Colombia's most wanted drug lord Otoniel captured, faces extradition to US

Colombia has announced that the country's most wanted drug trafficker will be extradited to the US after his capture on Saturday.

Dairo Antonio Úsuga, better known as Otoniel, was seized after a joint army, air force and police operation.

He led the country's largest criminal gang and has been on the US Drug Enforcement Agency's most wanted list for years.

US officials had placed a $5m (£3.6m) bounty on his head.

They accused him of importing at least 73 metric tonnes of cocaine into the country between 2003 and 2014.

Colombia's Defence Minister Diego Molano told El Tiempo newspaper that the next step for officials was to comply with the US extradition order.

Authorities have now taken Otoniel to a military base in the capital Bogotá ahead of his extradition, according to newspaper El Nuevo Siglo.

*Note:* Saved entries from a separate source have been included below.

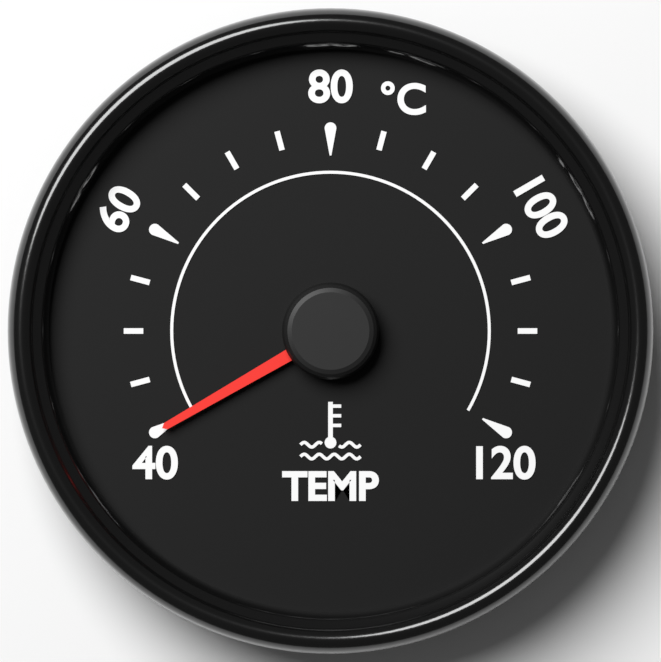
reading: 40 °C
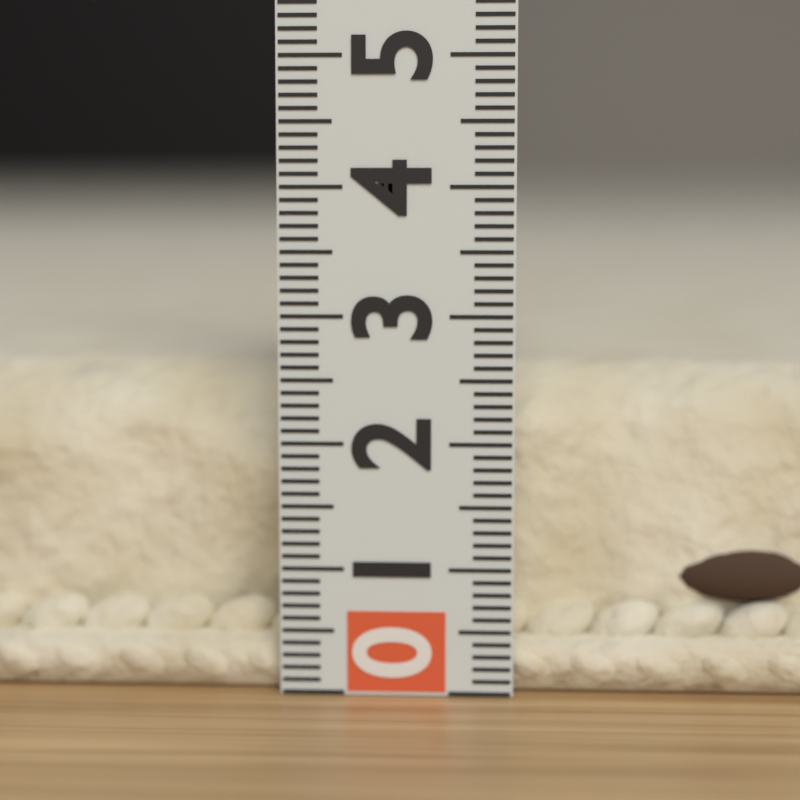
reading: 2.6 (no unit)
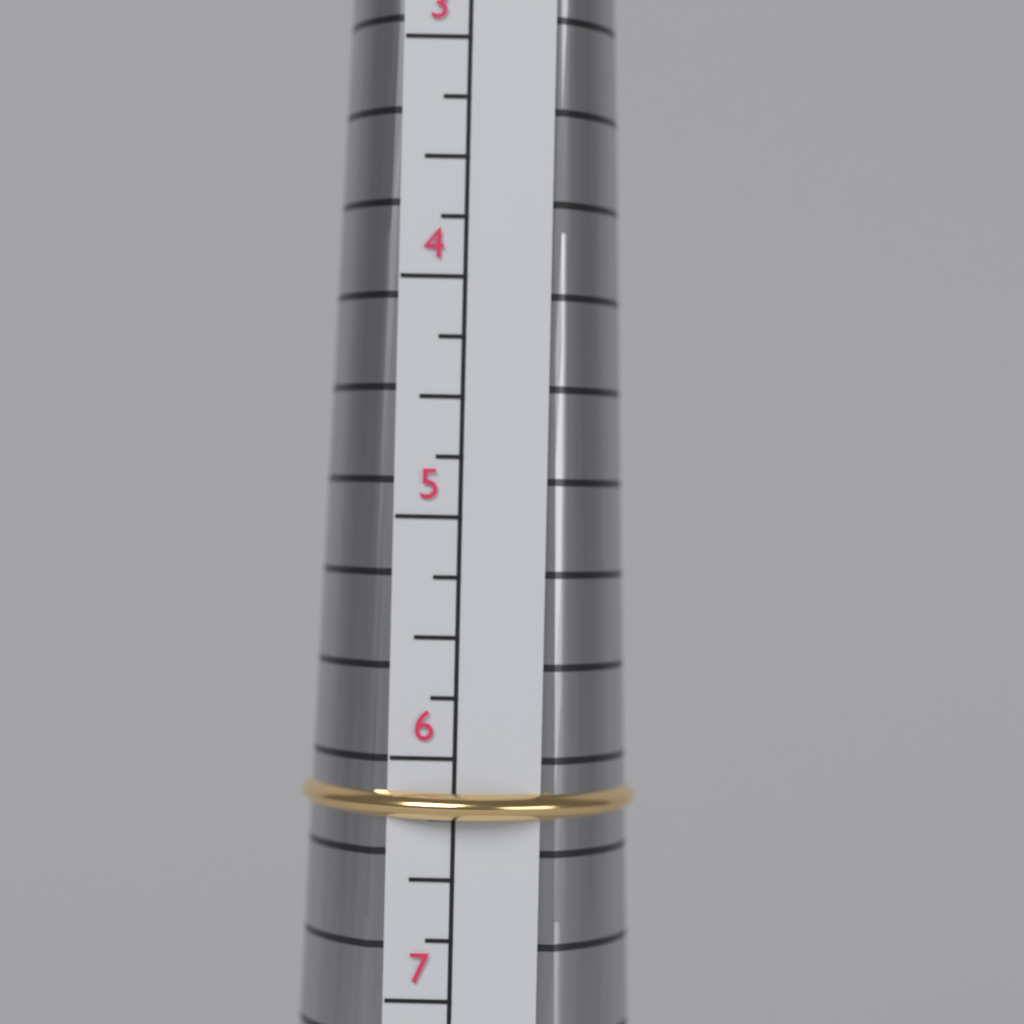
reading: 6.25 (no unit)
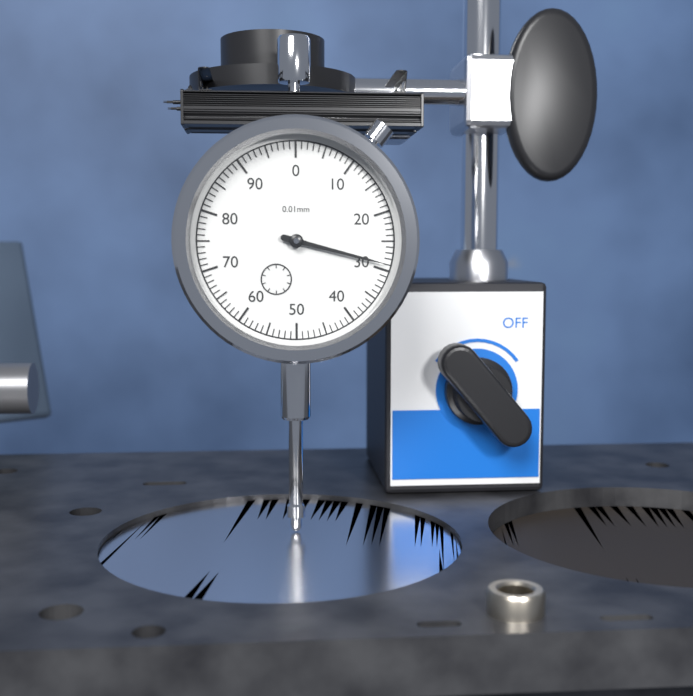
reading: 29 0.01mm
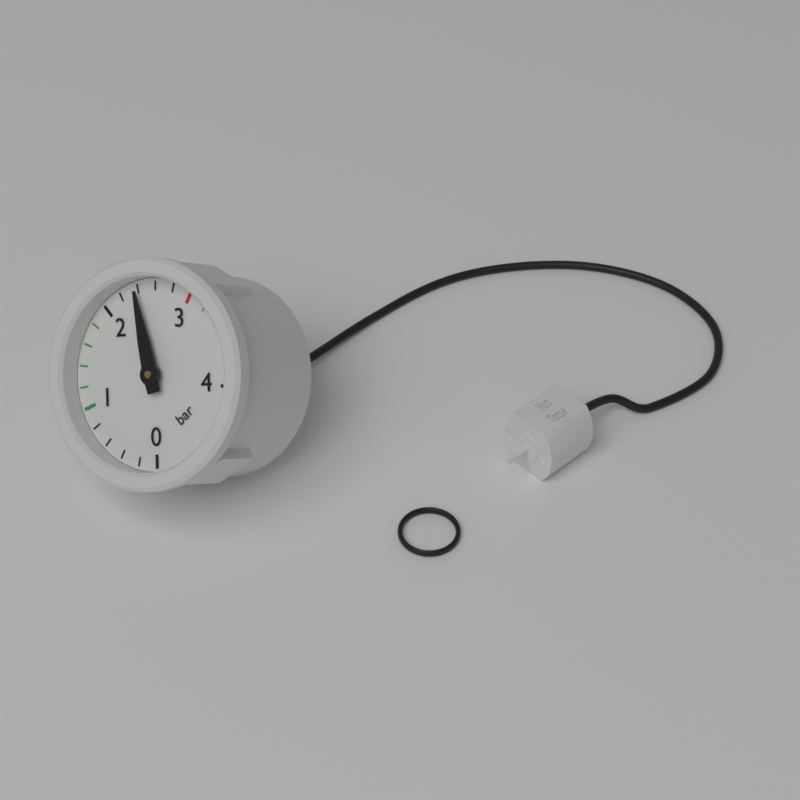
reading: 2.4 bar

President Iván Duque hailed the drug lord's capture in a televised video message.

"This is the biggest blow against drug trafficking in our country this century," he said. "This blow is only comparable to the fall of Pablo Escobar in the 1990s."

How was he caught?

Otoniel was captured in his rural hideout in Antioquia province in north-western Colombia, close to the border with Panama.

The operation involved 500 soldiers supported by 22 helicopters. One police officer was killed.

Otoniel had used a network of rural safe houses to move around and evade the authorities, and did not use a phone, instead relying on couriers for communication.

In the past, police have found special orthopaedic mattresses for Otoniel in these sparse homes, as he suffered back pain from a herniated disc.

Police chief Jorge Vargas has said the drug lord was fearful of capture, "never approaching inhabited areas".

But El Tiempo reported that authorities managed to pinpoint the location where he was eventually captured two weeks ago.

Chief Vargas said his movements were traced by more than 50 signal intelligence experts using satellite imagery. US and UK agencies were involved in the search.

Mr Duque described the operation as "the biggest penetration of the jungle ever seen in the military history of our country".